The technology-laden U.S. health care system may be able to offer costly, even extravagant interventions to prolong life, says Father Wildes, and specialists can lose focus on their patient’s overall health as they each assign therapies based on their skill sets. Someone, he says, has to be able to maintain a holistic perspective and ask: “What is the [beneficial] outcome here?”

In evaluating Alfie’s condition, “the real issue [was] not what should be done,” says Father Paris, “but who will make the final decision.”

Of course, that is no easy thing to hear and to accept as a parent, especially when the limits on medical intervention are not uniformly agreed upon by Catholic bioethicists.

“Every possible intervention, such as continued support on the ventilator, is not morally obligatory in the eyes of the church,” Mr. Donovan agrees. “But having acknowledged this, we must not be too quick to pull the plug. There is still a range of permissible, although debatable interventions when the burden is not seen as exceeding the benefit, when there is a spes salutis, no matter how slim.”

It is a judgment call that should normally be the parents’ right to make, he argues.

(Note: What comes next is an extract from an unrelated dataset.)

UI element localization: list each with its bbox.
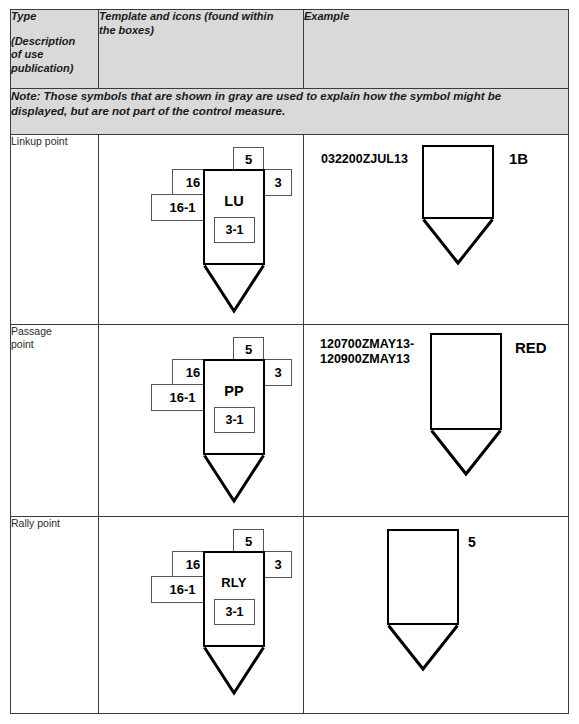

The difference of opinion between the doctors and Alfie’s parents “must be seen as a different valuation of Alfie’s life,” says Mr. Donovan. “The doctors and courts saw him as better off dead, and the parents wanted to support his waning life until they could see that there was no longer hope of a diagnosis or therapy,” he says.

“Continued ventilatory support of the disabled life is not obligatory but is permissible in the eyes of the church,” he adds. “The withdrawal of nutrition and hydration, as well as the withholding of nasal oxygen, suggest not so much an intent to relieve [Alfie] of the burden of some medical interventions but rather an intent to relieve him of his burdensome life. In this case, it seems a premature attempt to designate and accelerate the outcome.”

Medical staff at Alder Hey, indeed, were accused of euthanizing Alfie Evans when nutrition and hydration tubes were removed at the time his ventilator was withdrawn. The cessation of these interventions, some argued, clashed with the church’s understanding of morally obligated treatment for patients in persistent vegetative states.

But Ms. Abernathy describes that step not as an act of euthanasia but as a standard medical practice meant to limit potential complications after the removal of a ventilator. Alfie was dying, Ms. Abernathy points out, unlike Terri Schiavo, whose death was directly caused by the withdrawal of artificial hydration and nutrition.

Patients who are dying, she says, do not require nutrition and hydration and potentially could endure more suffering because of such interventions. In Alfie’s case, after it was clear that he was continuing to breathe even without a ventilator, the other interventions were restored.

From the outside, withdrawing nutrition and hydration may seem cruel, but both Jesuit bioethicists insist that such a decision can “absolutely” fall within the Catholic tradition on accepting natural death when nutrition and hydration have been reduced, as in Alfie Evan’s case, to medical procedures. Withdrawing interventions when beneficial outcomes are not possible are not acts of euthanasia.

That does not make the decision to do so easier for parents.

“The two worst things I’ve had to deal with as a priest and in practicing clinical ethics,” Father Wildes says, “are when a parent loses a child or a suicide.”

It is deeply unnatural for parents to have to deal with or even to contemplate their own child’s death. It does not help, he adds, when they have to do it under an international media spotlight. “Here you have this family making these spirit-crushing decisions,” he says, “and being caught up in the vortex of all this media attention makes things all the worse.” End-of-life decisions are always deeply emotional, especially when they revolve around a child.

“Nobody wants a child to die,” he says.

Editor’s note: This article was reposted with significant updates and content on June 15, 2018. It was originally posted on April 26, 2018.

Kevin Clarke is America’s chief correspondent and the author of Oscar Romero: Love Must Win Out (Liturgical Press).